Cancer is close to surpassing heart disease as the leading cause of death in the United States. The World Health Organization estimates that worldwide, new cases will rise by 70% in the next two decades. In concert, treatment costs are skyrocketing and could reach US$156 billion by 2020 in the United States alone, according to the US National Cancer Institute (NCI). A modest decline in US cancer mortality rates has been attributed to prevention, such as lower smoking rates, rather than better treatment. Yet, more than 150,000 papers on cancer have been published each year since 2013.

This month, application deadlines closed for several programmes in the US$1.8-billion Cancer Moonshot authorized by the US Congress in 2016. The extra funds to study cancer are badly needed, but we do not have a sufficient fundamental understanding of the disease for these investments to make a near-term difference in treatment.

Comparison of the cancer initiative to former US president John F. Kennedy’s lunar challenge is misleading. When, in 1961, Kennedy declared the goal of landing on the Moon, we understood gravity well enough to be reasonably confident that if we built rockets powerful enough, we could do it. We could predict distant planetary orbits with startling precision. Getting an astronaut to a nearby satellite was an engineering feat. No new basic principles needed to be discovered.

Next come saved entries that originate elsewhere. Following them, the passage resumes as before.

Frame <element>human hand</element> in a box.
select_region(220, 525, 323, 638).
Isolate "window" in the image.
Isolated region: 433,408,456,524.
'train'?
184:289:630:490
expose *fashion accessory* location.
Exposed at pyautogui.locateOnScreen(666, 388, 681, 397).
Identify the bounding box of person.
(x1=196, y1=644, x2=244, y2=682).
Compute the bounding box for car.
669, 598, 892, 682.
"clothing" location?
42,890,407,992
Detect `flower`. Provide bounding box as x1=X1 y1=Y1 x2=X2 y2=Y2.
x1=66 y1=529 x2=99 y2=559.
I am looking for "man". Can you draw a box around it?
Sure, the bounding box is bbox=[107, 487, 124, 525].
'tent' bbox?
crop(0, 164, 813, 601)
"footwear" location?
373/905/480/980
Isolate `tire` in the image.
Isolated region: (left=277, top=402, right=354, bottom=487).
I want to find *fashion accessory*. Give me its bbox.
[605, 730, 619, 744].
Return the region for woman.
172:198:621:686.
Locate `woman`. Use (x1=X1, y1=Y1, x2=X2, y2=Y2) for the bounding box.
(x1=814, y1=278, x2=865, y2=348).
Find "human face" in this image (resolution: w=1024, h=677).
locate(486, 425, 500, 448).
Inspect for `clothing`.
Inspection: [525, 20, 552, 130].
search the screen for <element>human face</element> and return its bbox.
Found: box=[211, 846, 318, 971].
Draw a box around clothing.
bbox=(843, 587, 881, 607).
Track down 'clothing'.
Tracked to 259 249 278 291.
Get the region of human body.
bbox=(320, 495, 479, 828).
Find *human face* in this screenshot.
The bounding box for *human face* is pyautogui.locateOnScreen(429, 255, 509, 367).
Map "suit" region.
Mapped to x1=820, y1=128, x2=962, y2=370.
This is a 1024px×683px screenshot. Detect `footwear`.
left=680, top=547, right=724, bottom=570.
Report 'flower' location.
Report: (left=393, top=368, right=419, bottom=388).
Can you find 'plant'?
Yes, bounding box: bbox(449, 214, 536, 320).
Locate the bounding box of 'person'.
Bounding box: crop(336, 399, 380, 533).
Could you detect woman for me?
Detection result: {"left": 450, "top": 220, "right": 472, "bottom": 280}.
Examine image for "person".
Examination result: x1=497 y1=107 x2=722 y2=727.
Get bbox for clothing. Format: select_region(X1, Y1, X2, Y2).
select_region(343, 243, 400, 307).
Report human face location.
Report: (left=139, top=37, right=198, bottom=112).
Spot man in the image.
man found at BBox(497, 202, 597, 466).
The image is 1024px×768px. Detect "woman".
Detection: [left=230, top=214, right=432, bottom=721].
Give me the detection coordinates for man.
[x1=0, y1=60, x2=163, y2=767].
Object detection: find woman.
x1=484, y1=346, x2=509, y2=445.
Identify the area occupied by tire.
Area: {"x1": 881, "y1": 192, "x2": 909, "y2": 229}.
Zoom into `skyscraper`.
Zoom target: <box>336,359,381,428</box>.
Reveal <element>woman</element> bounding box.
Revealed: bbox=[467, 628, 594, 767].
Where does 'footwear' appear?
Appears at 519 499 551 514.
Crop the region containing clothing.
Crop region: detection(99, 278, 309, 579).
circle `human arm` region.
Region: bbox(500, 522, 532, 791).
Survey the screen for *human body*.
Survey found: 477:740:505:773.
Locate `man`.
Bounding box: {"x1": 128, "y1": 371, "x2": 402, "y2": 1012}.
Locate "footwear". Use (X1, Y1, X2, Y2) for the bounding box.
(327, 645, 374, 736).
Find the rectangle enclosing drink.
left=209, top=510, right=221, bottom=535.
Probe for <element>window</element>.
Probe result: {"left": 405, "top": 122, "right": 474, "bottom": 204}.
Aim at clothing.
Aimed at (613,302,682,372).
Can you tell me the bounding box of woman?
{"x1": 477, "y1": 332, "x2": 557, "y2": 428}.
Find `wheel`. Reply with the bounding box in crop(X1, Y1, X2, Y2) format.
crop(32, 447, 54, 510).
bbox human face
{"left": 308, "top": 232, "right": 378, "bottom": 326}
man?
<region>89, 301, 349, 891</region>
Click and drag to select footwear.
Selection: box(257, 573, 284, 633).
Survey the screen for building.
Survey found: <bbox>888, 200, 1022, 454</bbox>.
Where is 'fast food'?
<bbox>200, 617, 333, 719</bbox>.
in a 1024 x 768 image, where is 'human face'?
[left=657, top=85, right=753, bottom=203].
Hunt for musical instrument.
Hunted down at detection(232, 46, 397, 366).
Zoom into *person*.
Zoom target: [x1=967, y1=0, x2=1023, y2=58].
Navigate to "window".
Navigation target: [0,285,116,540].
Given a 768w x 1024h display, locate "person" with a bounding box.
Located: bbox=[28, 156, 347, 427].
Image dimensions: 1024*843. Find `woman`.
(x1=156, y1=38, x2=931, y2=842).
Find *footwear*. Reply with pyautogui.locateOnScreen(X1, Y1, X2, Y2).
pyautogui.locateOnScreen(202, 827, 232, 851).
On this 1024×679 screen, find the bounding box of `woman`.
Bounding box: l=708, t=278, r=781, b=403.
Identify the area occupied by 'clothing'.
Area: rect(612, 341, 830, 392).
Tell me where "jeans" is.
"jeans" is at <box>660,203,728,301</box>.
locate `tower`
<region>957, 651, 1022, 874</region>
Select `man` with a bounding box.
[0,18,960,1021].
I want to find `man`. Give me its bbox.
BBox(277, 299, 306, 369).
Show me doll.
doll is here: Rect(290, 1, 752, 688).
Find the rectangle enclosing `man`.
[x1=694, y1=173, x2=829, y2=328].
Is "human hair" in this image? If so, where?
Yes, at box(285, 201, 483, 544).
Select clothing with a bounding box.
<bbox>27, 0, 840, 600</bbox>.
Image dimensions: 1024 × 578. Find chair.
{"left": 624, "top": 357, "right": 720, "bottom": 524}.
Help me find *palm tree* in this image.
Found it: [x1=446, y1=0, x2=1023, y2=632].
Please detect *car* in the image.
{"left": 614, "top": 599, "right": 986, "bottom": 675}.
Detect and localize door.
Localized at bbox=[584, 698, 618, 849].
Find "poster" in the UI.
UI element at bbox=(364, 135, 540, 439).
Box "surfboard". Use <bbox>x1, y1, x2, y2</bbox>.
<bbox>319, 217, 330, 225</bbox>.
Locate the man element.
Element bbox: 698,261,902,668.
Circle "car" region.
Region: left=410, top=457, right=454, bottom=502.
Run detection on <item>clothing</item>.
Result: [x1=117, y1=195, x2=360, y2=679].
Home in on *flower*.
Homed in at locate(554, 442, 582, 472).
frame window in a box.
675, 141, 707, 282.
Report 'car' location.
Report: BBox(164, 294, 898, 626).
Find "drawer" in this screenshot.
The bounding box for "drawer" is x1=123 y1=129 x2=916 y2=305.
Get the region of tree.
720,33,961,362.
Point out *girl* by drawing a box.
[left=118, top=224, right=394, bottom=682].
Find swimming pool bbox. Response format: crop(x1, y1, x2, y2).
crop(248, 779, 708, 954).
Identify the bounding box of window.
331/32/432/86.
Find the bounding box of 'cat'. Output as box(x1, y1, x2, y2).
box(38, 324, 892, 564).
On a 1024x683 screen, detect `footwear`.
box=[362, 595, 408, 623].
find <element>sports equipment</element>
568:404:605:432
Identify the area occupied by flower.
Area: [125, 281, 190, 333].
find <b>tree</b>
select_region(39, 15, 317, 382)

This is not true for cancer. The deepest puzzle we must solve is how groups of cells behave, which networking theories developed in the physical sciences are well equipped to address. Cancer can move from a localized tumour to remote locations — a process called metastasis. Once that happens, individuals with cancer have a poor prognosis. Metastasis drives the costs of treatment skyward, but these therapies are, tragically, largely futile. Without a better way to explain and treat metastases, new clinical methods will do little to improve the situation.

To be sure, there has been progress. A growing appreciation of how the immune system keeps cancer in check has brought a new class of therapies. Patient-specific chemotherapy and more-precise radiotherapy have also led to advances. But cancer needs more big ideas — and those of scientists from other disciplines should be taken more seriously. 

In 2008, I attended a series of workshops organized by the NCI in Bethesda, Maryland, to bring together physicists, engineers, mathematicians and computer scientists to look for new ways of tackling the disease. These led to the creation in 2009 of a dozen designated physical-sciences oncology centres; I led the Princeton Physical Sciences–Oncology Center, based in New Jersey, from 2009 to 2015. 

Over that time, large cancer-genome sequencing projects revealed millions of cancer-related mutations. The numbers found in individual tumours and types of cancer range widely. Exactly what causes this variation is unclear. In any case, genetically targeted treatments generally buy affected individuals, at most, a few more months of life. 

Too often, biologists see physicists as human calculators.

Since the centres launched, there has been greater recognition of the potential contributions of physical forces to cancer-cell responses, such as the number and location of metastases, or how cells stick together. Networking and game theories — mathematical analyses of social and economic interactions that represent how humans do or don’t cooperate to minimize costs and maximize gains — have also been adapted to model how cells behave during cancer growth and invasion. Particularly promising, in my view, are theories of the evolution of multicellularity, when cells had to develop mechanisms for living in communities — possibly at the cost of their own selfish, local goals of reproduction. I argue that these approaches have not yet had time to show their potential. 

The cancer community has been unenthusiastic about the contributions of physical oncologists. When, several years ago, we proposed a special section on the physics of cancer for a high-profile journal, oncology referees were dismissive. One admitted: “I am not a big fan of the topic.” Another reviewer rejected the proposal because genetics “is the Rosetta Stone with respect to treatment”. Wrote another: “I did not recognize any of the proposed authors.”

Too often, biologists see physicists as human calculators. The big ideas, they think, belong to them, with physicists filling in the details by performing quantitative analyses. To counter this attitude, the Francis Crick Institute in London, for instance, is actively searching for physicists with transformative ideas. We need to do more than hire ‘quants’ to crunch ‘big data’. 

To develop new conceptual approaches to cancer, scientists of all stripes must reach out. I have sometimes antagonized biologists by saying that their advice stifles creativity. But I am now working, along with medical physicist Robert Jeraj of the University of Wisconsin–Madison, to form groups within the American Physical Society that focus on oncology. These scientists have strong collaborations with biomedical researchers, but have historically been restricted to advancing imaging technologies — important, but far removed from bringing in ideas about the origins and progression of disease. I also serve on the editorial board of two journals designed as outlets for this sort of work. Convergent Science Physical Oncology was launched in 2015, by the Institute of Physics in Bristol, UK, and Cancer Convergence (published by Springer Nature, which also publishes Nature) will publish its first articles in the next few months. 

Credit: Ted Lewis III

We need to expand our questions — or risk remaining Earth-bound.